Corfu’s history stretches far back in time: from prehistory and mythical times to archaic and classical Greece; the Hellenistic period, then Rome and the Byzantium; the West and the East, Venice, France and Russia, Great Britain and modern Greece. All these elements have played a part—here, where the Adriatic meets the Mediterranean—in making up the unique mo¬saic that is Corfu.
We know Corfu was already inhabited by the Palaeolithic (or Old Stone Age), when the island was still attached to the mainland. Human presence here has also been ascertained during the Neolithic and Bronze ages.
We also know that in historical times the island was first settled by Eu¬boeans and later by Corinthians. In the seventh century bc Chersoupolis (later to be called Palaeopolis) was a highly organized Greek town with a marketplace (agora), a port, various workshops, small ceramic industries, many temples, and its own coinage.
The Roman invasion of Greece in the second century bc brought the is¬land under Roman rule. As the Roman Empire disintegrated in the west five hundred years later, Corfu reverted to the Eastern Roman Empire, better known as the Byzantine Empire.
Over the centuries the island has been attacked and raided numerous times. In the sixth century, for example, Palaeopolis was razed to the ground by the Goths, prompting its remaining inhabitants to seek a safer place for their homes. That was how they gradually resettled on a high promontory between two great natural rocks. This gradually emerged as a fortress, the town’s present Old Fortress. As the new capital of the Corfiots, the town was initially a territory of Byzantium. After the beginning of Venetian rule in 1386, fortification work was continued by the Serenissima Republic.
By this time the town had started to spread outside the walls of the Fort– ress and was becoming a more substantial settlement. The Fortress now had to be prepared urgently for defensive purposes against a new enemy, the Ottoman Turks, who were desirous of taking the island over from the Vene¬tians, in order to sever their trade routes to Crete and the east. The obvious need for more effectual defensive works led the Venetians (who had already lost considerable ground to the Ottomans in the Mediterranean) to build the New Fortress on St Mark’s Hill, to construct walls on the perimeter of the expanded city, and to erect smaller peripheral fortresses The greatest military engineers and architects of the time worked on these fortifications, applying the latest technological advances in their de¬signs. The result was a city impregnable, immune to siege, and one of the most important fortified port cities in the Mediterranean.

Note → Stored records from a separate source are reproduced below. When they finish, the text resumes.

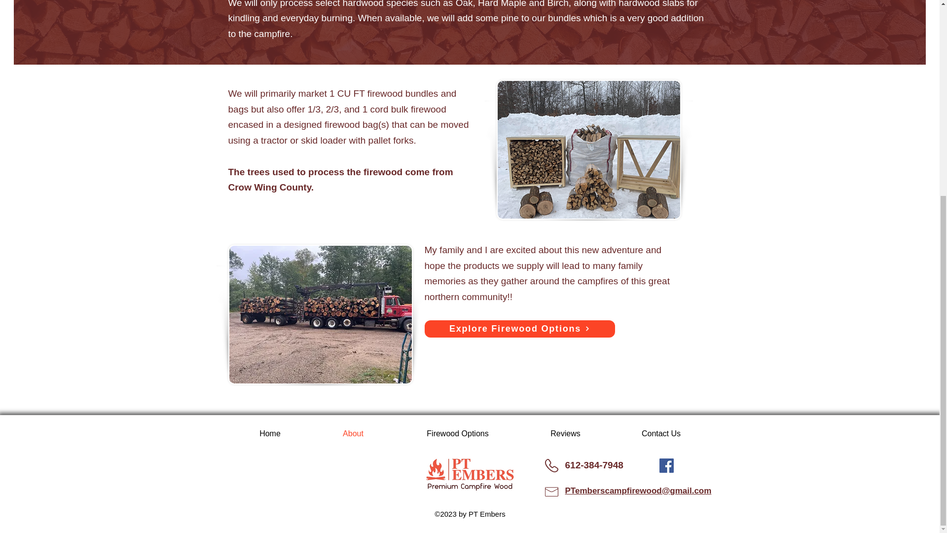 This screenshot has height=533, width=947. Describe the element at coordinates (594, 465) in the screenshot. I see `612-384-7948` at that location.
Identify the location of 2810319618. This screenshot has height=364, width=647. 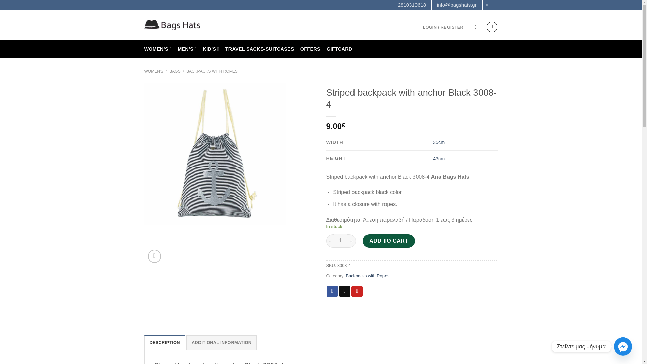
(412, 5).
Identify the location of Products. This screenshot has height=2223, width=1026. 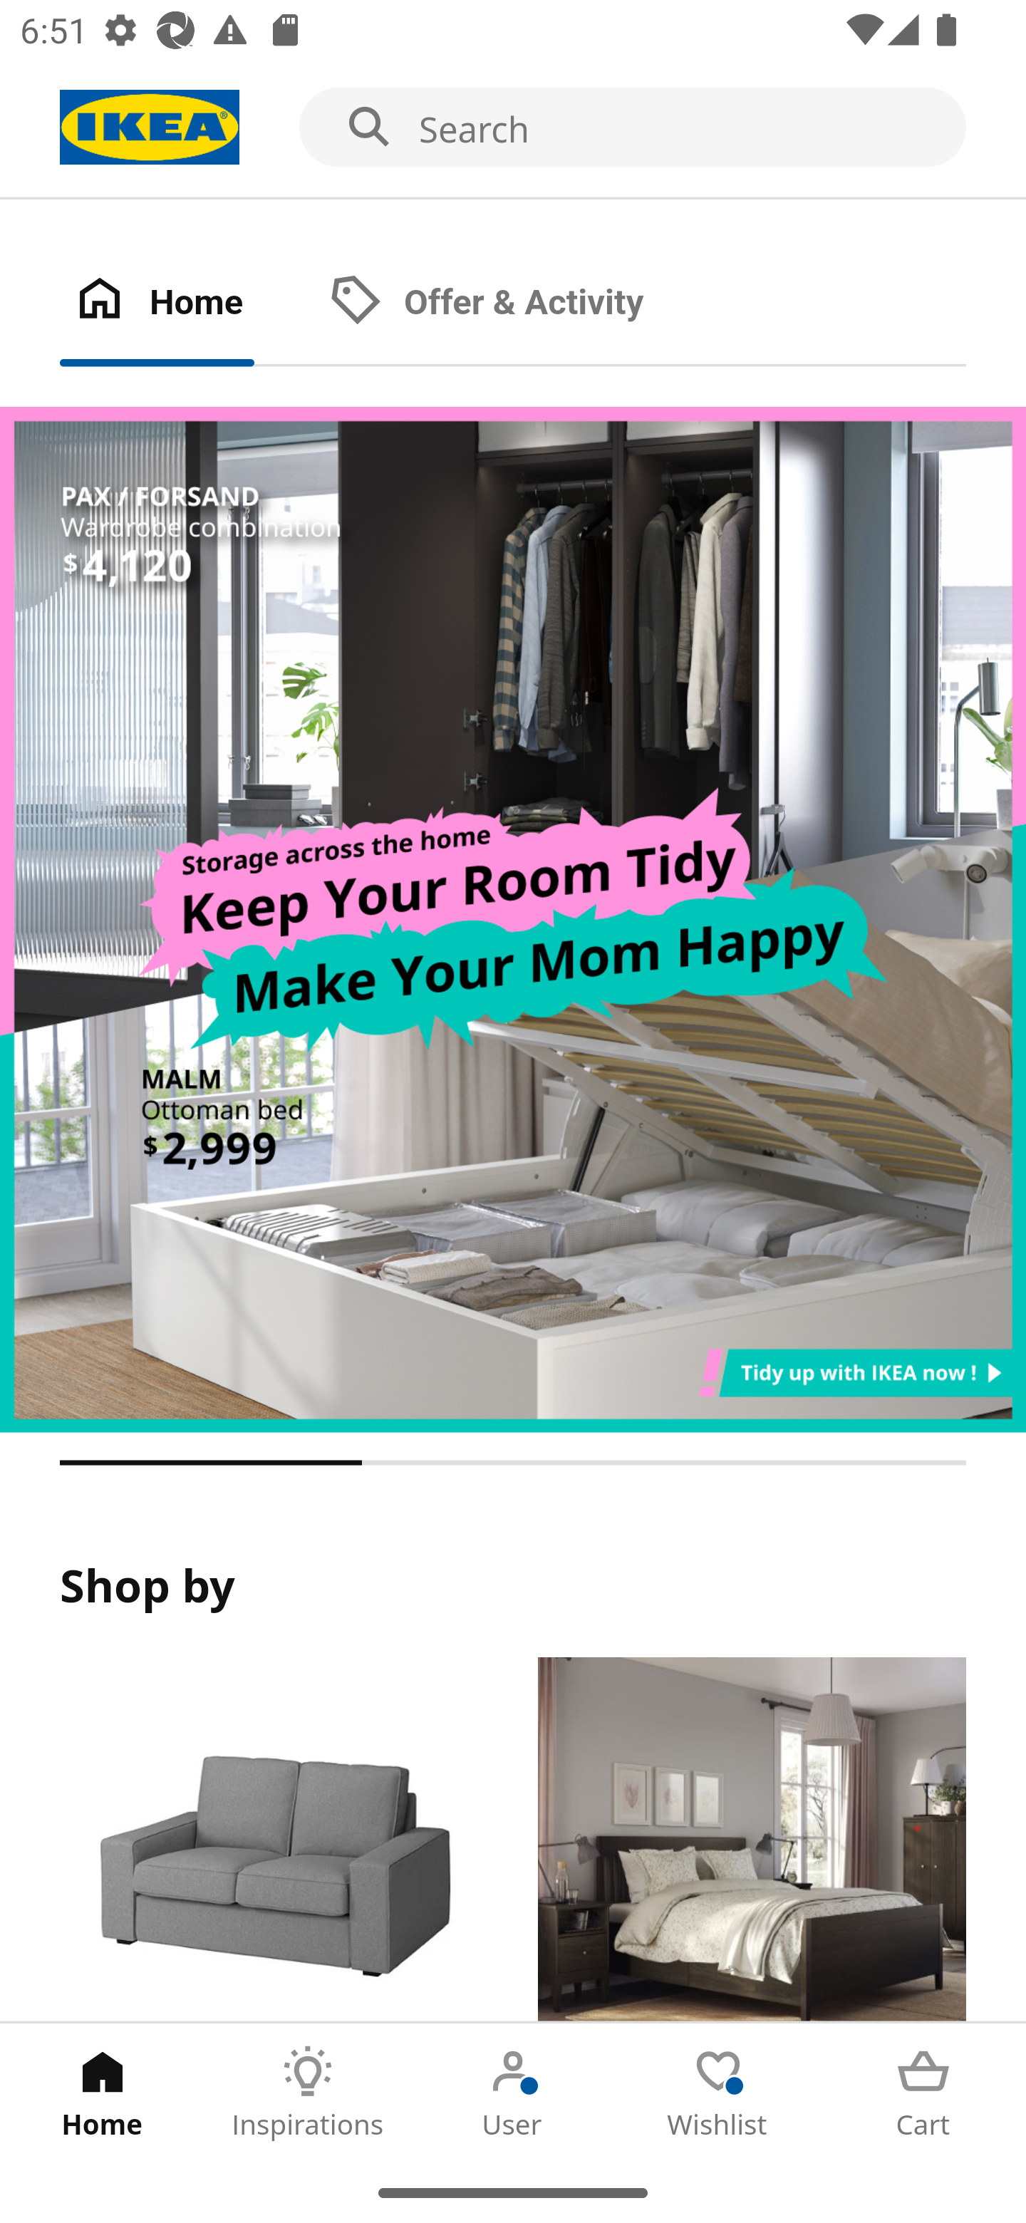
(274, 1840).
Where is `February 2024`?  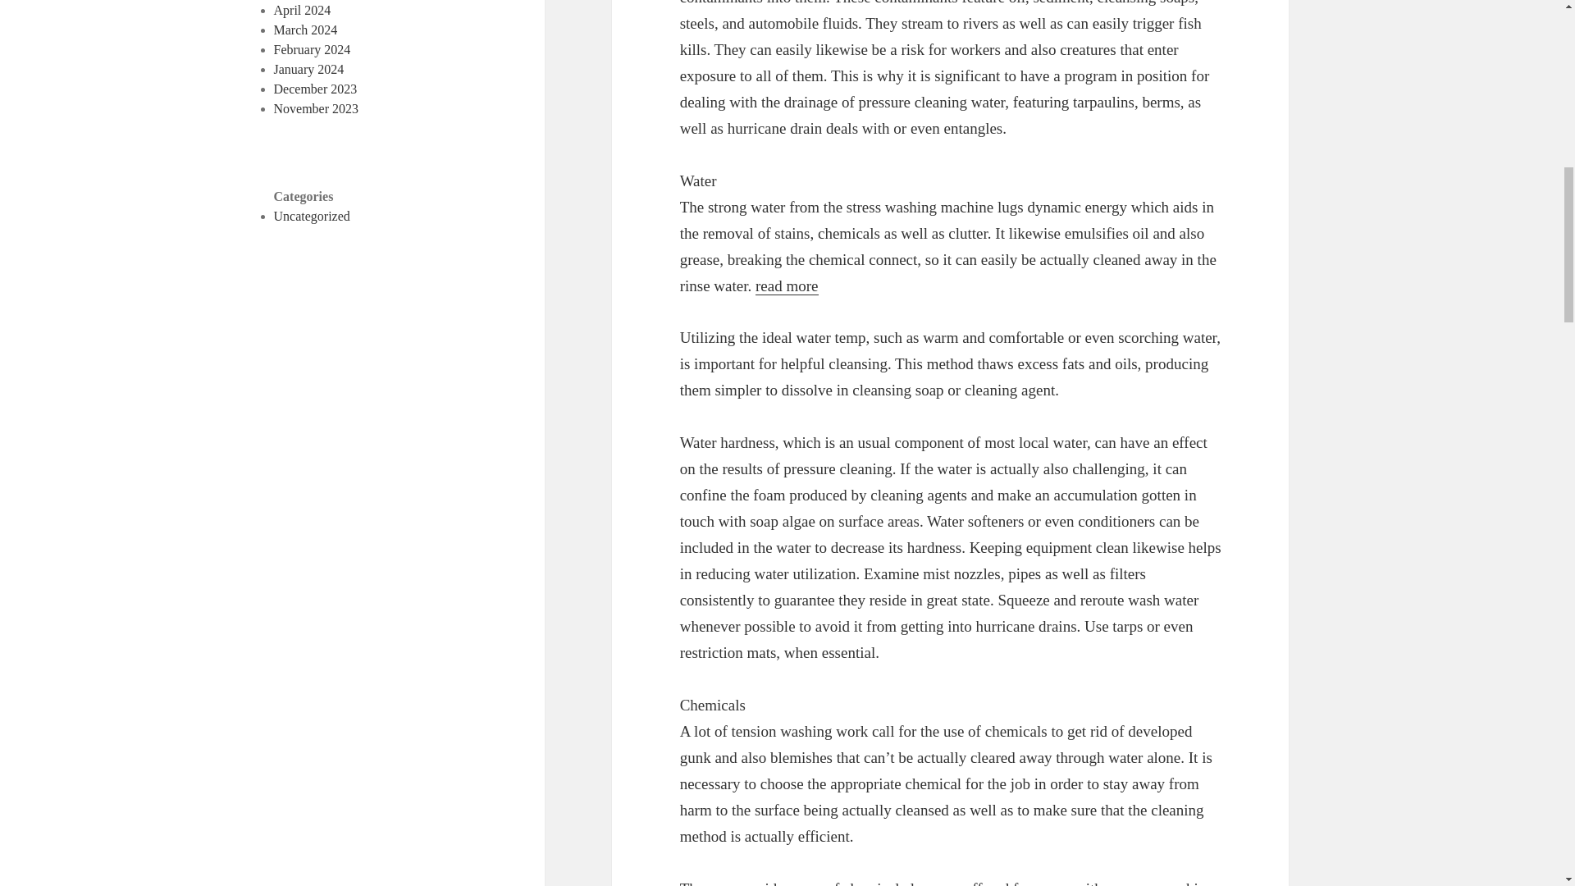 February 2024 is located at coordinates (313, 49).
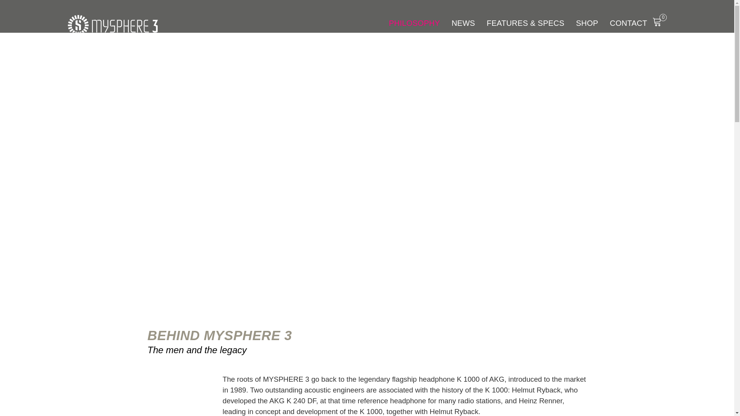 This screenshot has height=416, width=740. I want to click on 0, so click(660, 20).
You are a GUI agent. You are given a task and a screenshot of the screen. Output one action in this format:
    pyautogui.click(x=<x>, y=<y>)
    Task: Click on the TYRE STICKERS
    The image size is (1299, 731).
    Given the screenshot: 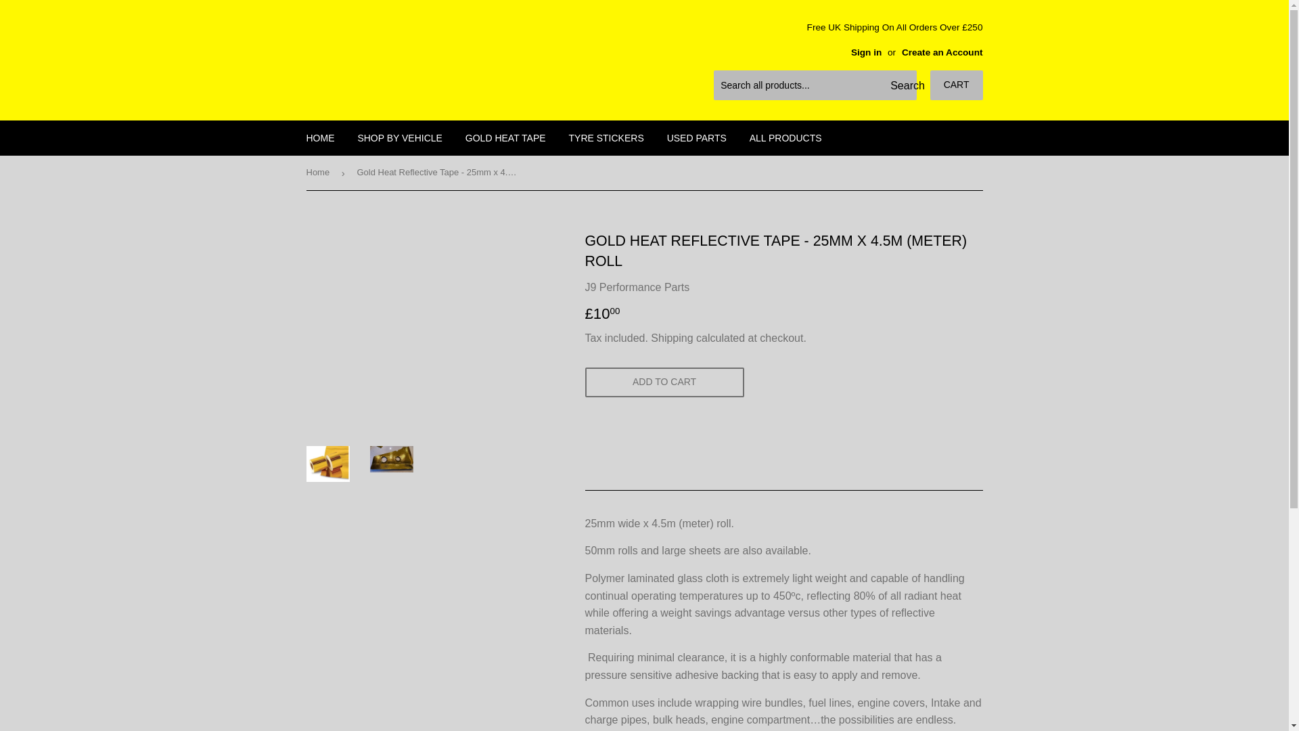 What is the action you would take?
    pyautogui.click(x=606, y=138)
    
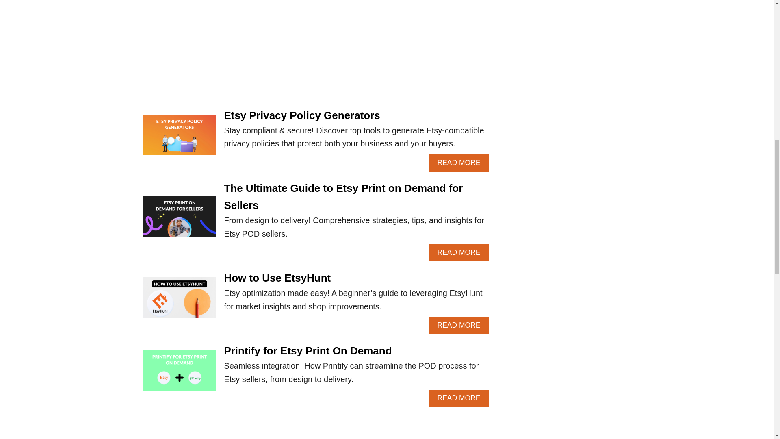  I want to click on Etsy Privacy Policy Generators, so click(302, 115).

Armies comprising Venetians and Corfiots threw back four Ottoman sieges. As we may understand, the Ottomans sought to dominate Corfu as a stepping stone on their projected forced passage to the west. In this way Corfu played its role in the development of European history.
It must be noted that the island has never at any time lost its Greek identity. It always retained the language, the morals and the Eastern Ortho– dox faith that made it a beacon for many of those Greeks who were subjects of the Ottoman Empire. At the same time, it followed closely on the foot¬steps of Western Europe, the Renaissance and Enlightenment. Following Venetian rule, the island became a French dominion, governed by French Republicans under Napoleon between 1797 and 1799. Their defeat by Rus-sians and Turks brought Russian rule for seven years. In Corfu and the other Ionian islands a new political entity, the Ionian State, came into being in this period.
By 1807, when France briefly re-established possession of the island, Napoleon had declared himself Emperor, and wished that grand and attrac¬tive buildings should be erected throughout his empire to remind everyone of his rule, on the model of the new buildings of Paris. This was the idea that led to the creation of the Liston complex in Corfu Town.
It wasn’t long before the all-powerful British Empire took over the Ionian islands. The greatest and most interesting testimony to the British presence on Corfu is the Palace of Saints Michael and George, a typically neoclassical building of the middle nineteenth century.
The handing-over of the Ionian islands to Greece in 1864 reunited Cor¬fu with the motherland after centuries of forced estrangement.
The Corfiot soul has always remained Greek in its core, but has also been able to absorb creatively various western influences. The ensuing blend has a singular cultural character, obvious even today, in all manner of ex¬pression, from the local linguistic idiom to architecture.
The black veil of twentieth-century wars also cast a dark shadow on Corfu’s history. The First World War brought here the government of Ser¬bia and some 150,000 Serbian soldiers and citizens, to whom the Corfiots offered solidarity and shelter. In the Second World War Corfu Town was mercilessly bombed, with German incendiaries burning many architectur¬ally distinguished buildings to the ground. At the same time the island’s Jewish community, an integral part of Corfiot society for long centuries, was almost extinguished.
By 1950 Greece had been tending the deep wounds of the Second World War and the Civil War that followed it. It was then that the island started on its first awkward steps into the new era by turning to advantage its natural environment and long history. By the middle 1950s the tourism industry had been slowly growing, in part as a continuation of the travels described by European authors from the 18th century onwards: some of them would mention in private letters and journals that here they had found Paradise. Tourist development in the ensuing decades has made Corfu one of the world’s best-known travel destinations.